BY RICHARD VINE
Over the last twenty-five years, Ghada Amer has developed a body of work centered on installations and embroidered paintings exploring women’s self-determination and sexual independence. Born in Egypt in 1963, Amer earned an MFA in painting at the Villa Arson in Nice, France, in 1989 and moved to New York in 1996. In light of the #MeToo movement, her relevance has perhaps never been greater—or her approach more controversial. The current career-spanning show at the Centre de Création Contemporaine Olivier Debré speaks not only to Amer’s championing of female autonomy but also to debates over personal strategies of empowerment. Does her consistent focus on attractive young women glorying in their own bodies triumphantly transcend male fantasies or merely reinforce them?
“The sexual life of adult women is a ‘dark continent’ for psychology,” Freud alleged in The Question of Lay Analysis. Curator Élodie Stroecken adopted “Dark Continent” as the title for the exhibition, evoking the psychological depths of Freud’s women, the interiority of female sexual organs, and Western notions concerning Amer’s home continent. Displayed in an all-black gallery, the paintings on view offer a broad optical spectrum—from figurative to abstract, from monochrome to multicolor, from grid-based to fervently “gestural.” The last term is metaphoric, since the artist consistently glues fabric threads to her canvases to mimic long drips and swirling lines of paint.

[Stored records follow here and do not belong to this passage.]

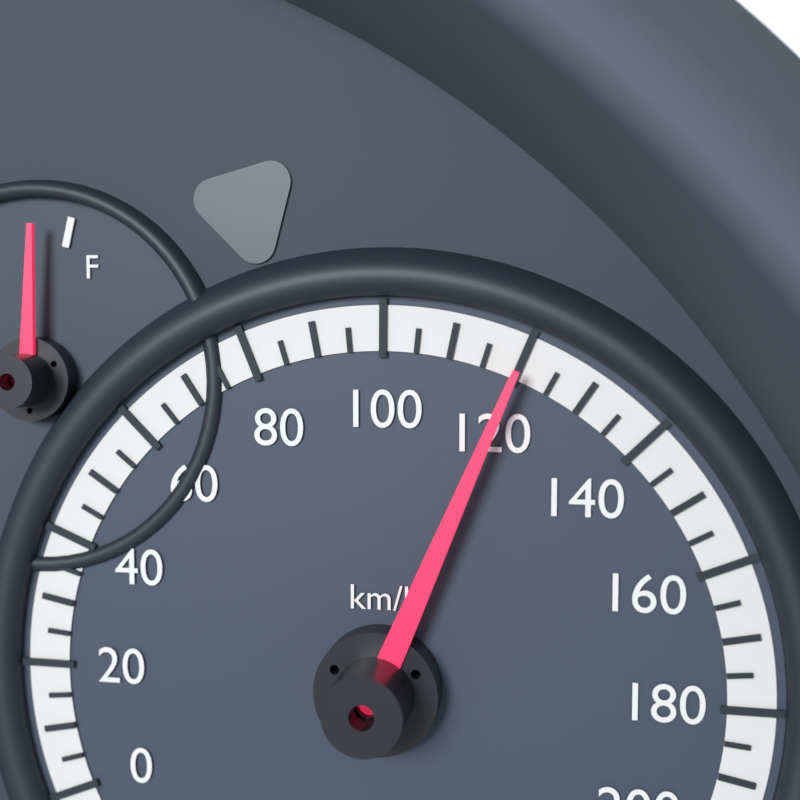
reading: 120 km/h
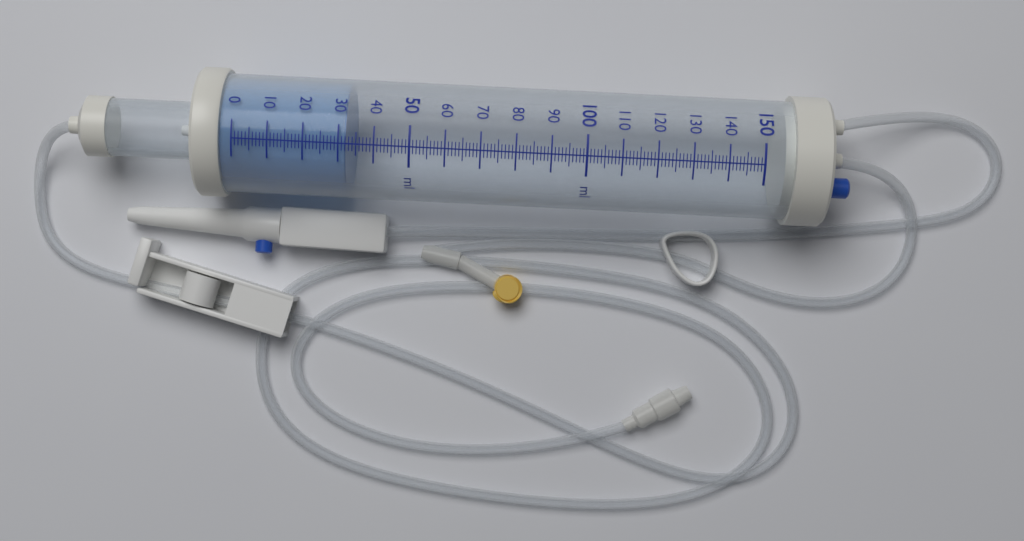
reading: 32 ml
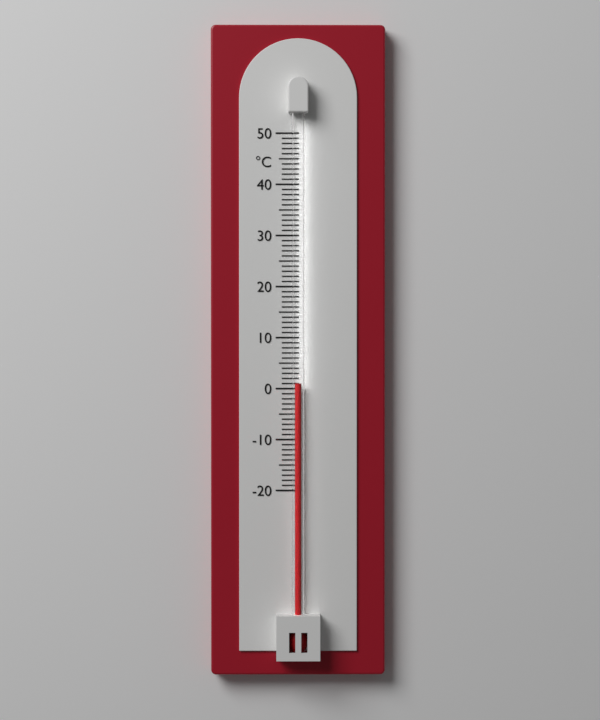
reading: 1 °C
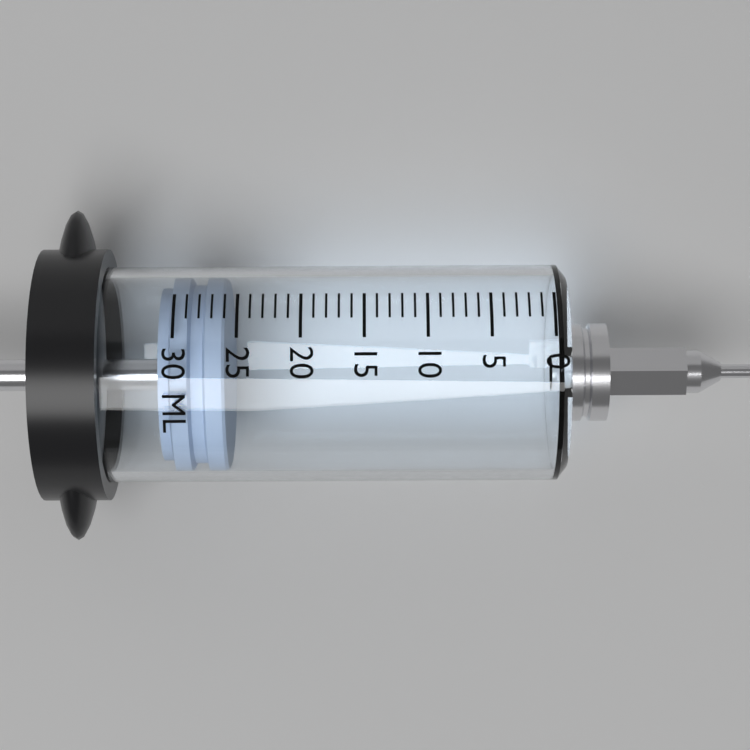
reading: 26 ml
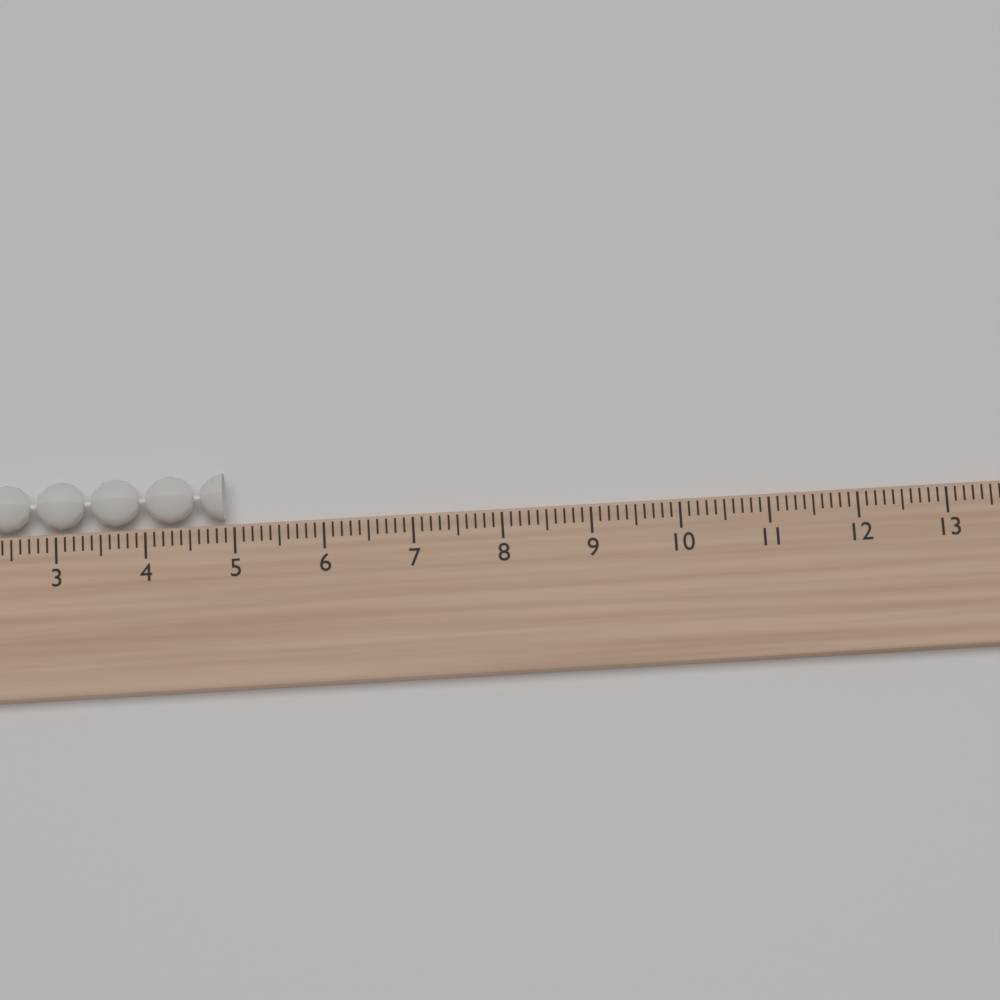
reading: 4.9 (no unit)
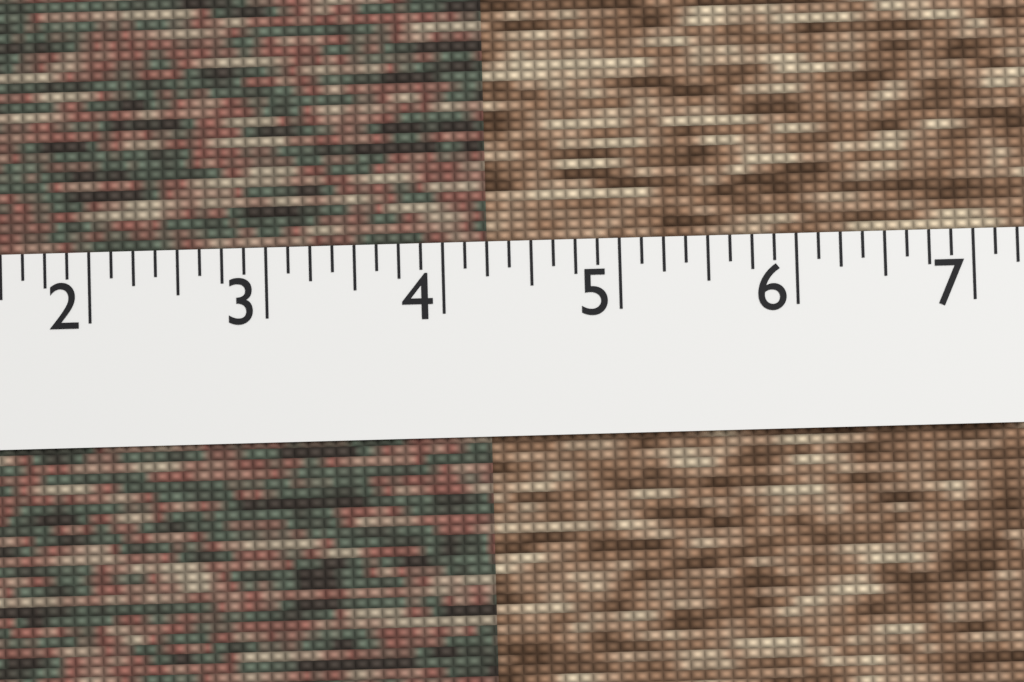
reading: 4.250 (no unit)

A separate sun-drenched gallery houses a remake of a 1998 “cactus painting”: a floor installation comprising tiny phallic cacti precisely arranged in concentric rectangular patterns reminiscent of the abstract paintings of Josef Albers and Frank Stella. Ouch.
Amer’s labor-intensive process of applying her threads has a very personal origin. When she was growing up in Cairo, her mother, an agronomist, made business suits for herself, and local women would often gather to sew. For Amer, this experience fostered both solidarity and resentment, given that virtually all designers—and most Egyptian artists—at that time were men. She soon rebelled. “I believe that all women should like their bodies,” she has said, “and use them as tools of seduction.” In her art, she opted to subvert Ab Ex machismo with “feminine” threads and images of women borrowed from porn magazines. Pointedly, her vixens are always depicted in sexually provocative poses, sometimes pleasuring themselves or each other, in the total absence of men. The erotic charge of earlier male orientalist reveries (by artists such as Delacroix, Gérôme, Picasso, and Matisse) is definitively reversed. ONE IS NOT BORN BUT RATHER BECOMES A WOMAN, declares Test #8, a 2013 word painting displayed in the show. The assertion reads as at once a lament over social conditioning and a declaration of existential resolve.
The newest formal elements on view are tabletop metal sculptures that resemble crumpled aluminum foil but are actually made of brass plated with silver. These works are a startling departure—cutesy representations of flowers, stones, floppy-eared rabbits, and Mickey Mouse. One can only hope that there is some Koons-like irony, some joke on the association of girlishness and glitter, in these twee objects (prototypes for full-size sculptures) and their jarring juxtaposition with Amer’s more staunchly feminist paintings.
Perhaps the key lies in recent paintings like the squiggly monochrome Ladies in White-RFGA (2018), whose female figures are fragmented and diffused into near invisibility. Amer’s threads often recall not only long hair and running tears but also a kind of shredded veil, disclosing what the prudish and authoritarian seek to hide. Here, the black veil advocated by conservative sects of Islam has seemingly reemerged as its own contrary.
After all, the black veil is, like the whiteness of Melville’s whale, a self-contradictory sign. While its purpose is to obliterate sensuality and exercise social control, it also suggests that there lies beneath that dark fabric a sexuality so potent that its public disclosure would disrupt individual lives and society as a whole. Amer clearly acknowledges the continuing reality of female repression, while rejoicing in the ever-growing possibilities of liberation.